It’s not every day you get to hear a former Trotskyite squatter saying, “I once shared this room with Philip Glass and Doris Lessing”. Then again, it’s not every day a former Trotskyite squatter finds herself in charge of a major contemporary opera at London’s Coliseum.
“Yes,” laughs Penny Woolcock, director of Doctor Atomic, John Adams’s 2005 study of the Los Alamos ‘Trinity’ test explosion. “When the opera opened at The Met in New York, lots of my friends from that time came, because they just couldn’t quite believe the transition!”
“It all started in Oxford, really,” where Woolcock lived from 1972 to 1985 “in a kind of commune”, and then squatted in “a rather big house” on Observatory Street before “going legit” on Walton Well Road.
“Most of the time I did very, very menial jobs. I worked at the Radcliffe Infirmary, washing up. And I was a union rep. I painted, and I always wrote. But I couldn’t figure out how to make money from either of those things.
“So I sort of fell into youth work. It was an exciting and very volatile time: punks and skinheads and glue-sniffing down by Bonn Square. I’d been slightly delinquent myself, so I wasn’t afraid of them. I did a bit of drama with a group of young women, and then they said, ‘so what do we do now?’. And I said, ‘well, we’ll make a film, for Channel 4’, not realising that you’re supposed to have a commission, or at least know what you’re doing.
“And while making this short film — this was in about 1986 — I just knew this was what I’d been born to do. It brought all the things I was interested in together: the visual side, obviously, and writing, working with people, being able to create something adventurous out of nothing.”
Woolcock ‘fell into’ opera in much the same way.
“I’ve been a big admirer of John Adams since I encountered Nixon in China, his first opera. I’d moved from Oxford to Newcastle and went into a record shop, and they were playing something that sounded so fantastic I ran up to the counter and bought it, never thinking for a second that I’d one day be working with the composer.”
A few years later, she attended a concert performance of Adams’s second opera, The Death of Klinghoffer, about the hijacking of the Achille Lauro. She suggested to Channel 4 that she might film that too — and, confident that she wouldn’t simply point six cameras at the stage, they went for the idea.
Though she hadn’t met the composer, he’d seen her drugs-and-housing-estates film of Macbeth.
“I hope you’ll be as radical with my opera as you were with Shakespeare,” Adams told her. They cast it together — to assure both realistic performance and decent singing (radical, radical!) — and she promptly set about drilling her ‘Palestinian’ terrorists in how to strip a Kalashnikov in 30 seconds. With award-winning results.
So when Doctor Atomic came up, Adams immediately nominated Woolcock. “So, out of the blue, having never directed for the stage before. It’s been an incredible experience.”

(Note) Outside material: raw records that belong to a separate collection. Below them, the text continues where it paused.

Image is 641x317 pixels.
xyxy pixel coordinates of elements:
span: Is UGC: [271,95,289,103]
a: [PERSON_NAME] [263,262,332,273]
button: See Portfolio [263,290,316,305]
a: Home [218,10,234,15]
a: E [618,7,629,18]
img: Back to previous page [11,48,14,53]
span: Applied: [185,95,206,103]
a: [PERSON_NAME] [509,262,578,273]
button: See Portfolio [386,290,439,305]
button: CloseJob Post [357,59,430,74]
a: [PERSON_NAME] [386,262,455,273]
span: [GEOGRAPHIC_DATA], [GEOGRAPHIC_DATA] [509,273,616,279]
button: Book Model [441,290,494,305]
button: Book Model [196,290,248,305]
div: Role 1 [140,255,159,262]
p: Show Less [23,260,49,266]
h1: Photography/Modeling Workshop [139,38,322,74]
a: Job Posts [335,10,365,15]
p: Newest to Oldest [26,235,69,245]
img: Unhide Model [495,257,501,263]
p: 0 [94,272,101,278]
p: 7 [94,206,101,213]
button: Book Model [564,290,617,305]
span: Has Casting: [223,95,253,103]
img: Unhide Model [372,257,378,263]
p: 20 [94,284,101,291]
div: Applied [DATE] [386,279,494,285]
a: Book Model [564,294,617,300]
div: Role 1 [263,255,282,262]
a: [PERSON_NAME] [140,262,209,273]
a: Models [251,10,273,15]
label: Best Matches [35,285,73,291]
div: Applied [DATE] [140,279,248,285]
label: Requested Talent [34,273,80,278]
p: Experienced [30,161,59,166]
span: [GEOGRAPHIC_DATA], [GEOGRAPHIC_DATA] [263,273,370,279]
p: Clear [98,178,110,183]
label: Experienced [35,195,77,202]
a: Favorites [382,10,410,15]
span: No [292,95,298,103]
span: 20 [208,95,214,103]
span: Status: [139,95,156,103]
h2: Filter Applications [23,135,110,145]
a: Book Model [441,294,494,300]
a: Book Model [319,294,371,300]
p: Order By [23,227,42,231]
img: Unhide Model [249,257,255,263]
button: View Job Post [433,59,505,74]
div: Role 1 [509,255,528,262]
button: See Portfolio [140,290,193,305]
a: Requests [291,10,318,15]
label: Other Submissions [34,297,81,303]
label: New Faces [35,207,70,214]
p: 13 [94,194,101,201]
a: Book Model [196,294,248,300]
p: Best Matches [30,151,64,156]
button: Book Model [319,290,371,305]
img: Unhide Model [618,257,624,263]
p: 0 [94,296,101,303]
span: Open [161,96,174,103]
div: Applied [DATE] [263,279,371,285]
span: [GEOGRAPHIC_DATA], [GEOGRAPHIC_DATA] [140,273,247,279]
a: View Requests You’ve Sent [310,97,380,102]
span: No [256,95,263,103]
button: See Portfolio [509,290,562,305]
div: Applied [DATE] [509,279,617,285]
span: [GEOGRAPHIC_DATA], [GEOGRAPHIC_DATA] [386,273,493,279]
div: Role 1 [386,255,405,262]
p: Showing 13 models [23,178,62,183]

“There are a lot of differences,” she points out, between film-making and stage. No emotive close-ups. No cutting from one location to another.
“You have to be much more inventive. Naturalism doesn’t really work on stage — the stage is not the desert! And opera is not naturalistic: it’s a quite deliriously insane art-form.”
And yet here is this art-form, dealing with the mother of all non-fictions: the decision to drop the world’s first atom bomb.
“The opera doesn’t tell you what to think (that would be preachy and boring); but it does question whether dropping the bomb was necessary. John and I have different views, in fact. I feel these men wiped out a quarter of a million people in 30 seconds and people talk about how clever they are; but if a kid from Blackbird Leys goes into town and stabs one person he’s seen as subhuman. It’s a terrible double-standard. There’s a way of looking at it where Hiroshima is really a horrendous war crime.”
“But John is still torn. He thinks that under the circumstances he would have supported Oppenheimer.”
Few composers could set “A sustained neutron chain reaction/resulting from nuclear fission/has been demonstrated” (in the opening chorus, no less) alongside poetry from the Bhagavad Gita and get away with it.
“A lot of people think of contemporary music as being very dissonant and difficult to listen to. But John’s music isn’t like that. It’s very beautiful and accessible.”
It is a rare concern that a contemporary opera might actually beautify a morally horrifying event, but Adams is a special case.
Could audiences find themselves inappropriately seduced by his lyricism?
“There’s always a stunned silence at the end.”